The motel backed on to a vacant block, where the council was proposing to erect a tourist office â happily oblivious to the fact that tourists only went where there was something to see. The bathroom of Professor Belville-Smith's room looked out on to this block, and had a long, fairly low window, which it would be easy enough to climb into and out of. Some traces of dirt had also been found on the sill. Now this last piece of evidence, which Inspector Royle was particularly proud of, was not exactly conclusive, since the cleanliness of the Yarumba Motel was only of the obvious and superficial kind which is nowhere near godliness, but still it indicated a probability. He could make a good deal of it when he reported to his superiors. Now all that remained to do, he reflected with considerable self-satisfaction, was to find out who it was who had
climbed in and out. That was the rub. If any of the police who should have been patrolling the town had noticed anything suspicious of that sort, word would surely have got to him by now. Anyhow he happened to know they had been occupied with a darts marathon at the station, for he had seen the scores all over the walls of the games room when he reported for duty that morning. When they really got involved in something big they tended to forget entirely that they were supposed to be on patrol.

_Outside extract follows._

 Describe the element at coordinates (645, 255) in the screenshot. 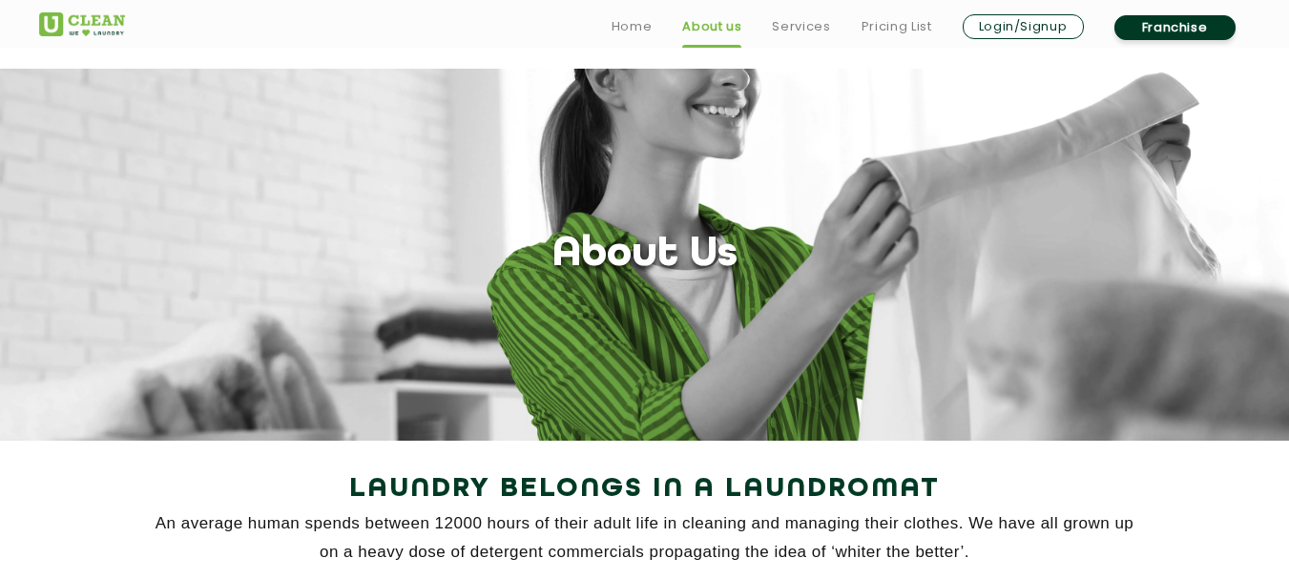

He decided to go and talk to the girl in reception. This was just what she had hoped, since she was meeting her boy-friend that night, and wanted to have all the latest details. She had been following every sign of activity across the courtyard with great interest from her window, but when Royle banged into her office she was sitting decorously at her desk answering correspondence. She had decided that brisk efficiency was the best way of meeting him.
âOh, Inspector,' she said. âYou've finished now, I hope.'
âNot nearly, miss, not nearly,' said Royle impressively, sizing her up casually, but not in the light of a suspect.